EXERCISE PROMPT: Exactly as written, return every line of the data below apart from the pictures.

MATERIALS PROVIDED:
◇ ◇ ◇ ◇ ◇
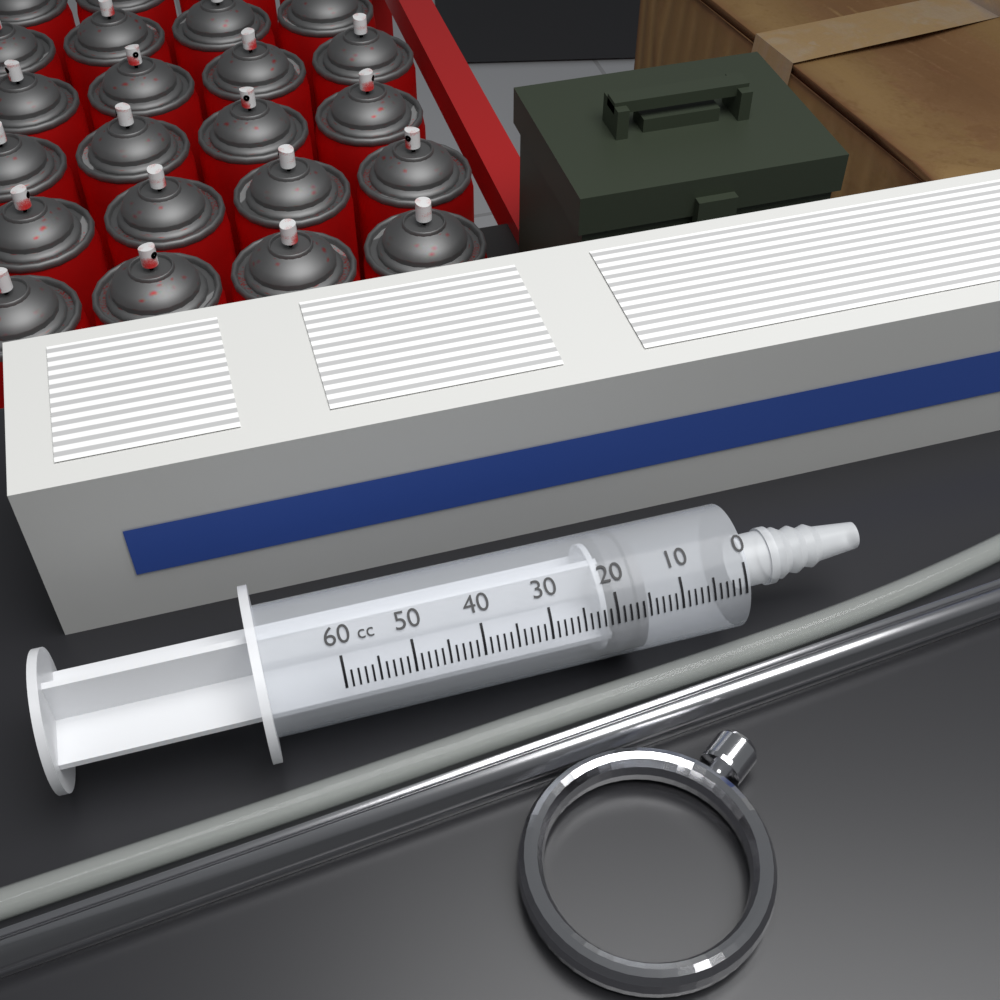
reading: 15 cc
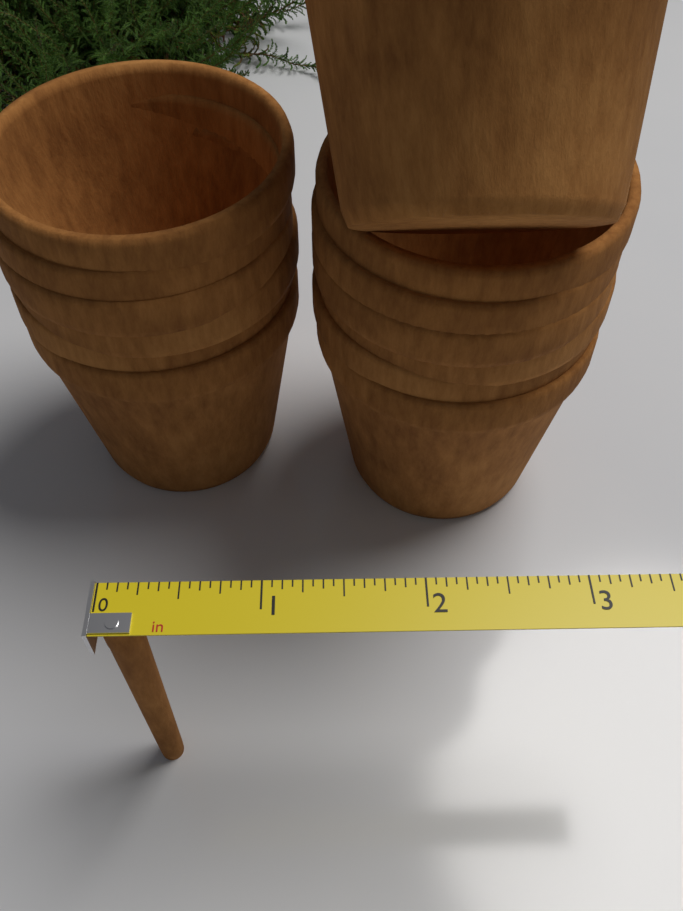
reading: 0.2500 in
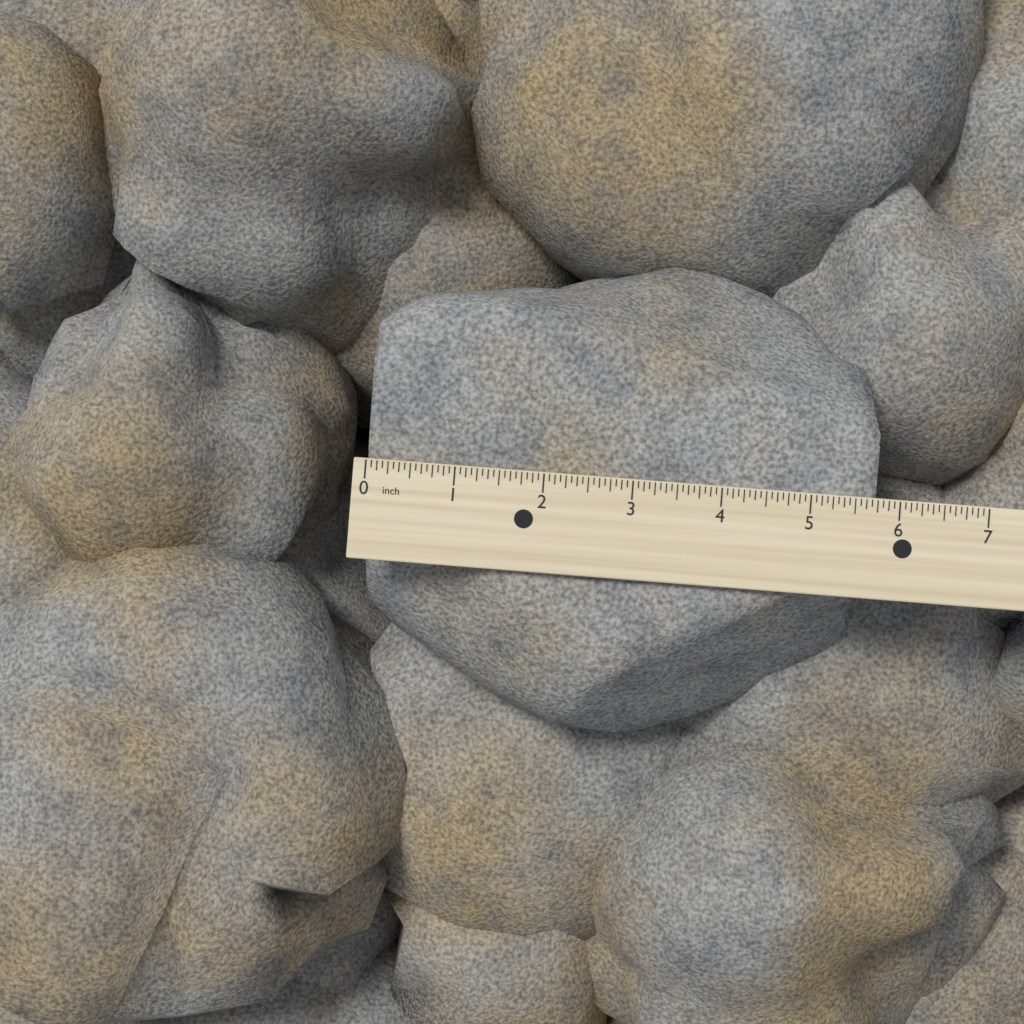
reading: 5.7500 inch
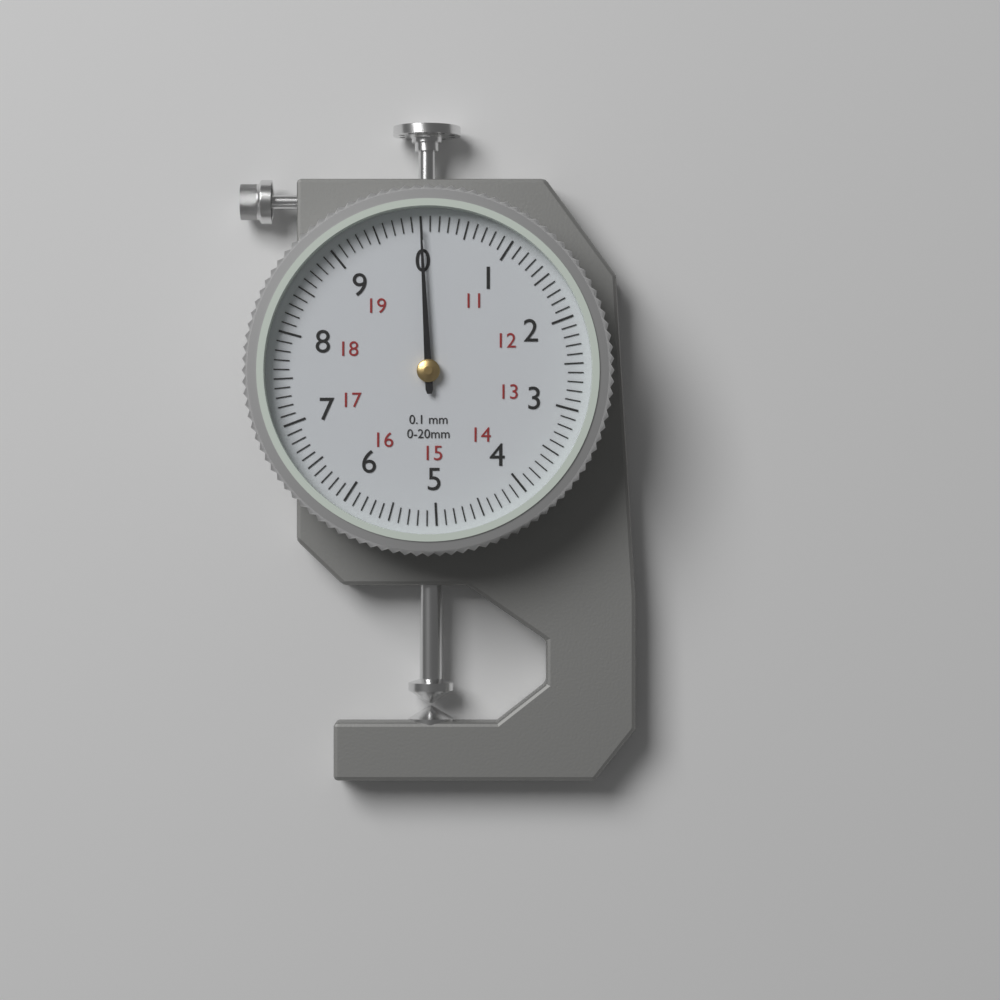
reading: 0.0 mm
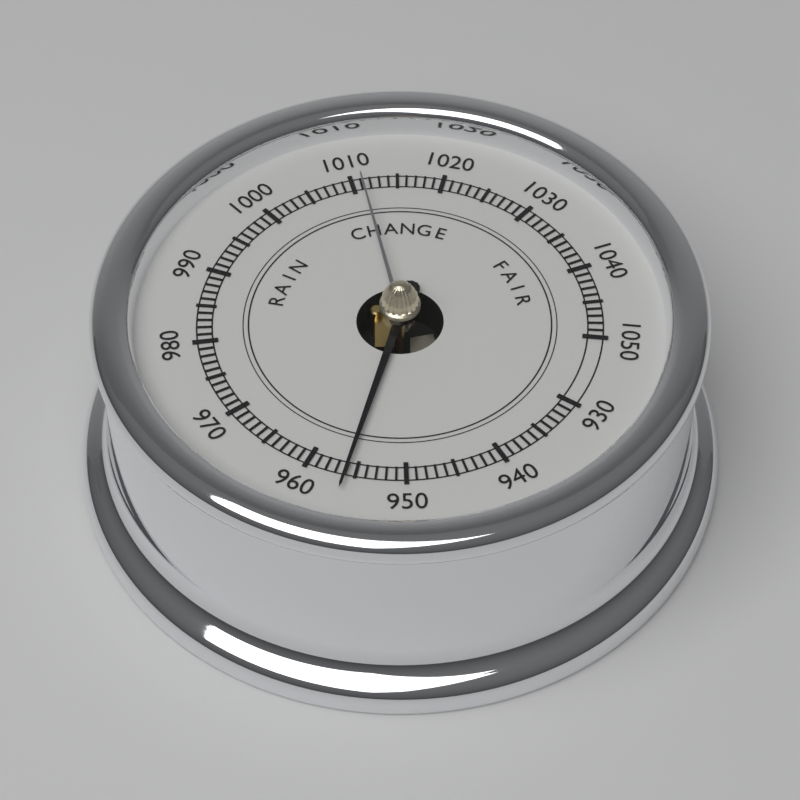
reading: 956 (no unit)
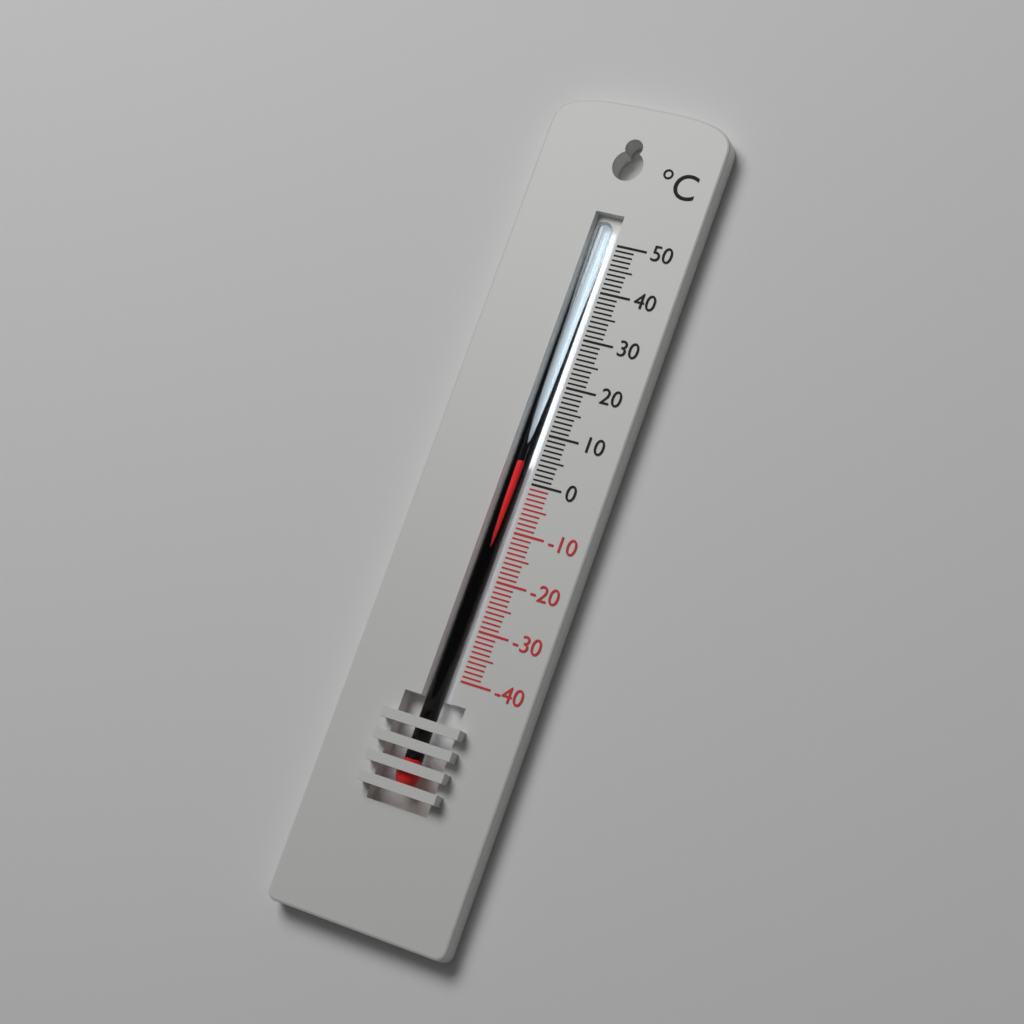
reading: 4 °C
◇ ◇ ◇ ◇ ◇
EXERCISE ANSWER:
reading: 15 cc
reading: 0.2500 in
reading: 5.7500 inch
reading: 0.0 mm
reading: 956 (no unit)
reading: 4 °C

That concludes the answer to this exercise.